The myth of the average

Reprinted from our Toronto Project website: www.torontoinout.ca 

On any given night, 28,500 Canadians are homeless. Over a year, up to 300,000 Canadians experience homelessness.* The price tag across our legal, health care, and social care systems? $7 billion dollars, which amounts to about 2.5% of Canada’s total expenditures in 2015.**

Numbers give us a sense of the scale and directionality of the problem: Is it growing? Where is it most acutely felt? What’s the mean wait time to get a shelter bed, to get subsidized housing, or to get into a treatment program?

Numbers don’t tell us what precipitated homelessness, the experience of receiving services, or why a segment of the ‘house-less’ do not use services, or use services but remain on the streets.

In other words, numbers can give us the impetus to act but are insufficient for telling us how to act. How do we complement statistical snapshots of a population group with ethnographic portraits, which offer starting points for program design and policy evaluation?

Introducing Grounded

Over the past month, we’ve been testing a new intervention called Grounded. Grounded is a feedback loop for people in power. We envision it as an online platform with long-form narratives of people experiencing social policy problems and aggregated qualitative data of peoples’ experiences with health, justice, and social care services. We’ve started with street-involved adults.

Few policy analysts have a direct line to the end users of their programs and policies. Those in a program design or oversight role may be in touch with service providers.

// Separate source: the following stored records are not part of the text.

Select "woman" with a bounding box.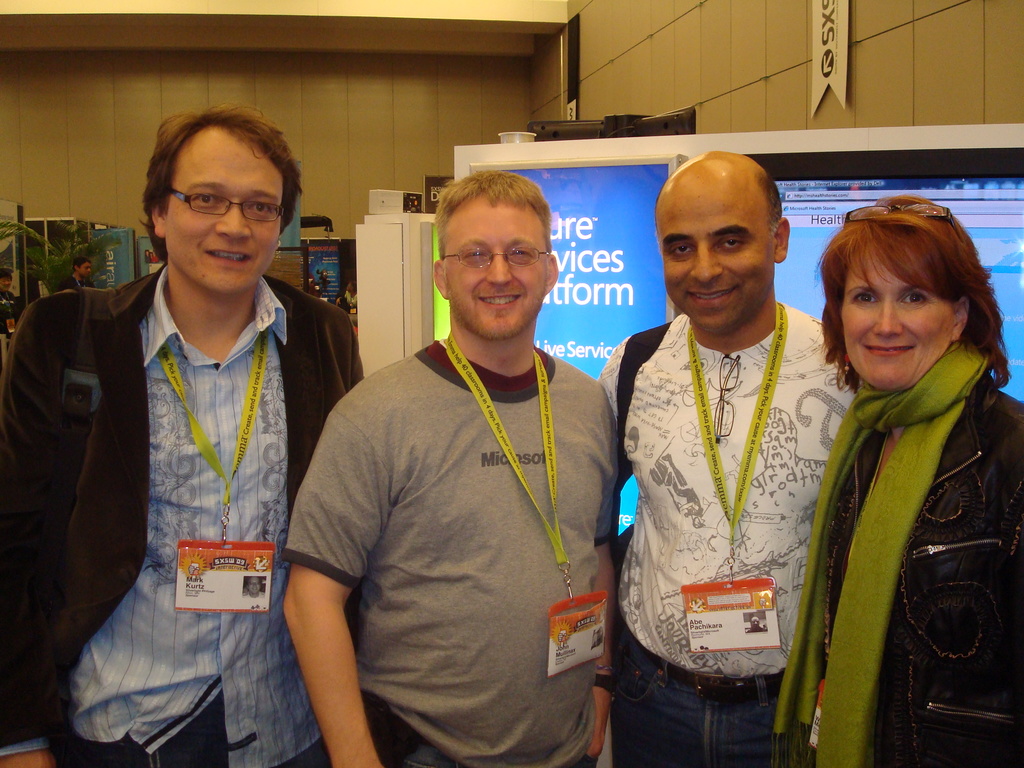
x1=784, y1=197, x2=1023, y2=767.
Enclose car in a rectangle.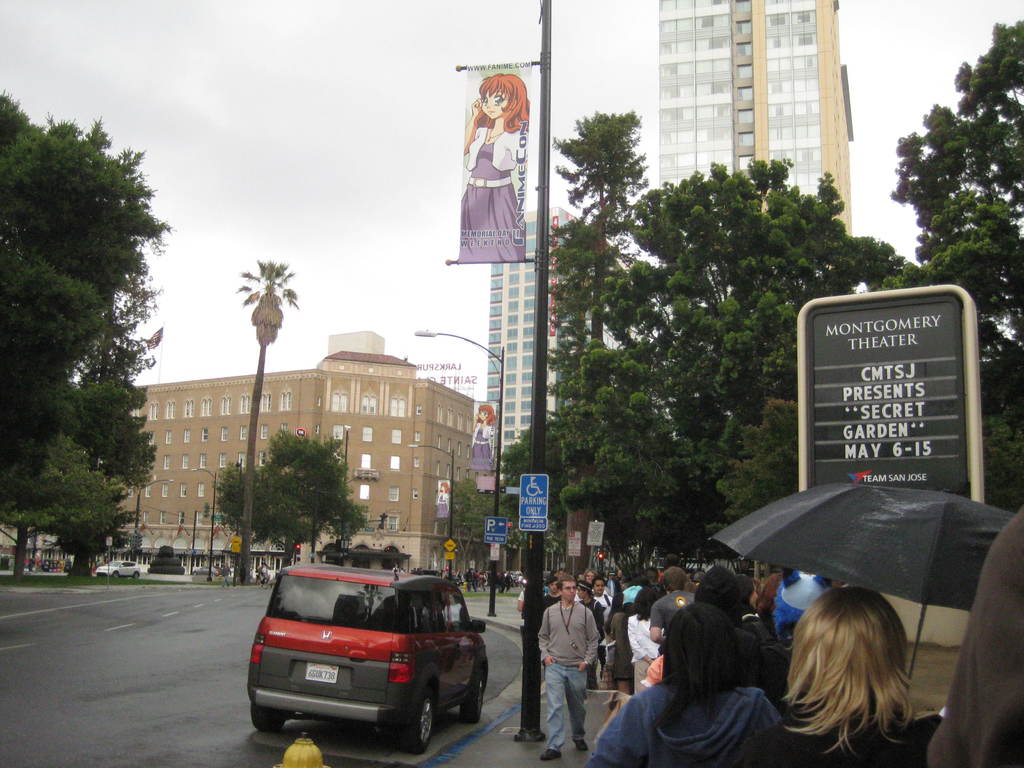
box(244, 564, 496, 756).
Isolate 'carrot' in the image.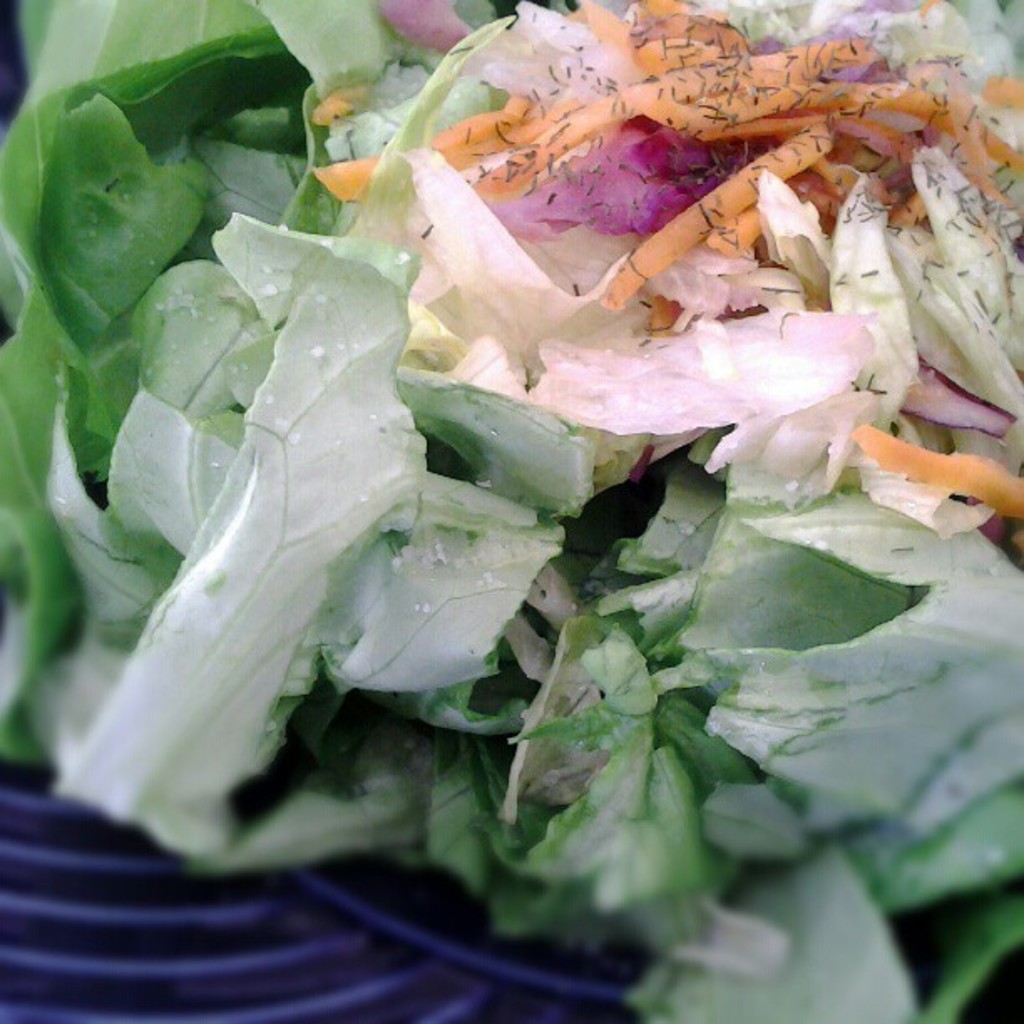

Those in a policy role read evaluation reports or academic studies that naturally have a time delay to when the problem is experienced.

Our hunch was that real-time data from end users could provide additional intelligence during the problem definition, option setting, and evaluation phases of the policy process.

You can read more about how that hunch played out during our first trial of Grounded with federal civil servants by downloading our short paper, Grounded Beta Test Reflections.

Challenging what constitutes evidence

It’s fair to say that the ethnographic data sparked a polarized reaction. There was a small, but very eager group of civil servants who were enthused at the prospect of accessing richer, more contextual information – to build empathy, but also to open up the policy process. There was a larger, perhaps more pragmatic group of civil servants who could not see how this data could be used – since it wasn’t (1) representative, (2) provincial or national wide, (3) neutral, or (4) de-personalized. And because it was not being asked for on their briefing notes, or by their deputy ministers.

Empiricism is firmly rooted within the public service. What counts as evidence is large-scale quantitative studies, where the effects can be generalized across a whole population and whole geography. That makes some sense when the policy issue is universal – say, about the majority’s access to primary health care or education. Trouble is, many of our social services (e.g shelter systems, child protection systems) are designed to be targeted – to address the people on the margins, who are not,by definition,the average.

Indeed, most of the street-involved adults we work with would not be in existing quantitative datasets. They aren’t part of the census. They often do not have health care cards. Many, don’t even have a current ID. And even if we were to count them, we wouldn’t know why the average service interventions haven’t worked for them. Extreme sampling – rather than representative sampling – is a more logical method when the policy question at hand is about the people at the end of the bell curve. Extreme sampling won’t produce big data sets. It will give you data which has a different purpose: to surface multiple options, rather than validate a single option.

A call for small data

Big data is all the rage these days. Governments are increasingly looking at the data they do have, and trying to make better sense of what it tells them. This is important work. But it’s not enough. At the same time as analyzing big data, there is a need to collect and use small data. That’s data about people’s experiences, motivations, perceived barriers, and enablers.

Yes, this data is inherently subjective. It is from the perspective of end users, and the ethnographer who shadowed them. Ethnographers have no vested interest in the current system. Their role is to describe what is unfolding. Unless we understand what unfolds for end users and how they see things, how will we make policies and programs that work with & for them? Given people are on the margins because of the failure of mainstream services, isn’t that perspective particularly valuable?

All data reported by people has a bias. Whenever a survey is designed, the researcher or policymaker chooseswhich questions to ask. The choice of those questions reveals a particular point of view. How end users fill out survey questions also depends on their perceptions of where the data goes. We’ve seen how people rate themselves on a depression scale, for instance, shifts depending on who asks the questions. Similarly, whenever a professional enters data into a system, there are incentives at play that influence what is reported and what is ignored. If funding is dependent on the number of people served, definitions around ‘receiving a service’ can be fluid.

If we discount qualitative data because of its bias, then we should surely do the same for much of the quantitative data that policymakers use. Rather than attempt for ‘bias-free’ data, we should try and understand what the bias is – because that actually tells us a lot more about how to design systems with fewer perversions and better incentives.

True evidence-based policymaking wouldn’t reject intelligence that doesn’t fit the mold. Instead, it would make an effort to understand what we know, what we don’t know, and most importantly, how we know. Indeed, if policymakers were to be truly rigorous, they would revisit the epistemological basis behind their decisions. We’d love for Grounded to help, if it can.